Will Hutton’s piece in The Observer this weekend has some very useful insights. He has looked back at how the private sector ‘created’ 1.2 million jobs in the recovery from the last recession between 1993 and 1999. (Interesting to note that ten years on it is many of these jobs that were created less than a decade ago that are now going….)
This time around the Government needs the private sector to create 2.5 million new jobs if the economy is to recover according to plan. Last time around we ‘created’ 900 000 jobs in business and financial services – and look how that panned out. But this time the forecasters are saying that business and financial services is likely to shed 300 000 jobs. I have written before about how the natural instinct of employers is to destroy (or at least off-shore) jobs not create them.
So where is our equivalent of ‘financial services’ this time around? Where is the sector that can create the jobs that provide the ‘simple key to a set of interlinked problems‘
Well, the obvious place to look has to be in ‘green’ jobs. If climate change is as big a gig as it has been billed then we need to lag, insulate and glaze like never before. We need to install solar panels, wind turbines and hydro-electric units unless we want to slowly poach in the products of our own carbon hedonism. And while some of this will be about large engineering projects much of it will need to be done at the neighbourhood level. It is work that has to be done in our houses and gardens. On our streets. This sounds like it might meet the criteria for ‘good work’ for many.
But how do we make this work ‘pay’ in a recession hit City? Where does the money come from to make it happen?
The current plan is to make the recovery work by pushing hard for further ‘economic growth’, driven by large investments in export. I guess the short hand is that instead of borrowing money from the Far and Middle East our businesses learn to sell more to them, profitably. I am not yet quite sure what we have that those with the money need to buy – but there must be something. Biotechnology no doubt. Arms perhaps – that has always been a historical stalwart. Premier League football teams.
So our strategy is to compete, profitably, in global export markets. And we will finance this additional export by persuading the banks to ‘lend more’ (where have I heard that before). It is a familiar story and one that, even if it works in the medium term, is surely both unsustainable in the long and changes nothing. It leaves us still reliant on sustaining rapid economic growth and creating profits for the wealthy and jobs for the rest of us. But, if it works in the short term we can increase the tax take and use it to fund a whole load of green jobs.
We can put off transformation for another day.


Directions — Repeat each entry below without omitting a single word.

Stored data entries
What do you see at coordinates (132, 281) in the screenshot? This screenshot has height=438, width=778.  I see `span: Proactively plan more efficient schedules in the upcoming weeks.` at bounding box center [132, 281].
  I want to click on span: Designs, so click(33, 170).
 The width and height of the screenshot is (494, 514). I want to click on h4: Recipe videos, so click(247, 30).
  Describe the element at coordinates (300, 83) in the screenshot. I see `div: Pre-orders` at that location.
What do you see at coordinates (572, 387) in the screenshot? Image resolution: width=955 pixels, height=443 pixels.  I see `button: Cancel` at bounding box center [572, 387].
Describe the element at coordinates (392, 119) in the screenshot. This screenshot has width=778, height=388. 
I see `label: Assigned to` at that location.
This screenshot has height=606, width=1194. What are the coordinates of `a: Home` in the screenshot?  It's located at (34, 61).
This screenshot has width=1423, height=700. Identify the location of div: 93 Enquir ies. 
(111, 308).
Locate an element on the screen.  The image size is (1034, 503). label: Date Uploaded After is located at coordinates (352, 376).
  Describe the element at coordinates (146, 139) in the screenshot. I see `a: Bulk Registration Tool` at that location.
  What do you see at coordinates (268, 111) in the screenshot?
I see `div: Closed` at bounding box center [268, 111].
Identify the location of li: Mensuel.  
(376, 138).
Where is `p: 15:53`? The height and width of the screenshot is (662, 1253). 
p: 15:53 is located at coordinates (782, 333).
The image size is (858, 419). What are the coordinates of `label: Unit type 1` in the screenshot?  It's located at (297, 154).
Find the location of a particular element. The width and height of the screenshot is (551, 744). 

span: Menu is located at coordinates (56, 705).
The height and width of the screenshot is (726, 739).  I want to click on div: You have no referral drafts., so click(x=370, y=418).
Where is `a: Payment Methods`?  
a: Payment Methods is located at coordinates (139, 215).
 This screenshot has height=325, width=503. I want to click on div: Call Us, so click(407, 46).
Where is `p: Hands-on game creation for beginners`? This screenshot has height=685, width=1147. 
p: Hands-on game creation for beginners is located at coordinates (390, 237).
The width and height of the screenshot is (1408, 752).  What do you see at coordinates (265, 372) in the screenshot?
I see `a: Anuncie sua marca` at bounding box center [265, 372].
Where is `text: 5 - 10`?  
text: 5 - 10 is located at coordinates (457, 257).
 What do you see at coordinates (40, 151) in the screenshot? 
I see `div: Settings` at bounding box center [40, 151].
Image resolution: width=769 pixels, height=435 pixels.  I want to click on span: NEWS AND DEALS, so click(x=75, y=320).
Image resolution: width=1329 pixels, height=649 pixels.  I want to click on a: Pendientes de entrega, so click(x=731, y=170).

Reply to the task —
What do you see at coordinates (132, 281) in the screenshot? This screenshot has height=438, width=778.  I see `span: Proactively plan more efficient schedules in the upcoming weeks.` at bounding box center [132, 281].
  I want to click on span: Designs, so click(33, 170).
 The width and height of the screenshot is (494, 514). I want to click on h4: Recipe videos, so click(247, 30).
  Describe the element at coordinates (300, 83) in the screenshot. I see `div: Pre-orders` at that location.
What do you see at coordinates (572, 387) in the screenshot? Image resolution: width=955 pixels, height=443 pixels.  I see `button: Cancel` at bounding box center [572, 387].
Describe the element at coordinates (392, 119) in the screenshot. This screenshot has width=778, height=388. 
I see `label: Assigned to` at that location.
This screenshot has height=606, width=1194. What are the coordinates of `a: Home` in the screenshot?  It's located at (34, 61).
This screenshot has width=1423, height=700. Identify the location of div: 93 Enquir ies. 
(111, 308).
Locate an element on the screen.  The image size is (1034, 503). label: Date Uploaded After is located at coordinates (352, 376).
  Describe the element at coordinates (146, 139) in the screenshot. I see `a: Bulk Registration Tool` at that location.
  What do you see at coordinates (268, 111) in the screenshot?
I see `div: Closed` at bounding box center [268, 111].
Identify the location of li: Mensuel.  
(376, 138).
Where is `p: 15:53`? The height and width of the screenshot is (662, 1253). 
p: 15:53 is located at coordinates (782, 333).
The image size is (858, 419). What are the coordinates of `label: Unit type 1` in the screenshot?  It's located at (297, 154).
Find the location of a particular element. The width and height of the screenshot is (551, 744). 

span: Menu is located at coordinates (56, 705).
The height and width of the screenshot is (726, 739).  I want to click on div: You have no referral drafts., so click(x=370, y=418).
Where is `a: Payment Methods`?  
a: Payment Methods is located at coordinates (139, 215).
 This screenshot has height=325, width=503. I want to click on div: Call Us, so click(407, 46).
Where is `p: Hands-on game creation for beginners`? This screenshot has height=685, width=1147. 
p: Hands-on game creation for beginners is located at coordinates (390, 237).
The width and height of the screenshot is (1408, 752).  What do you see at coordinates (265, 372) in the screenshot?
I see `a: Anuncie sua marca` at bounding box center [265, 372].
Where is `text: 5 - 10`?  
text: 5 - 10 is located at coordinates (457, 257).
 What do you see at coordinates (40, 151) in the screenshot? 
I see `div: Settings` at bounding box center [40, 151].
Image resolution: width=769 pixels, height=435 pixels.  I want to click on span: NEWS AND DEALS, so click(x=75, y=320).
Image resolution: width=1329 pixels, height=649 pixels.  I want to click on a: Pendientes de entrega, so click(x=731, y=170).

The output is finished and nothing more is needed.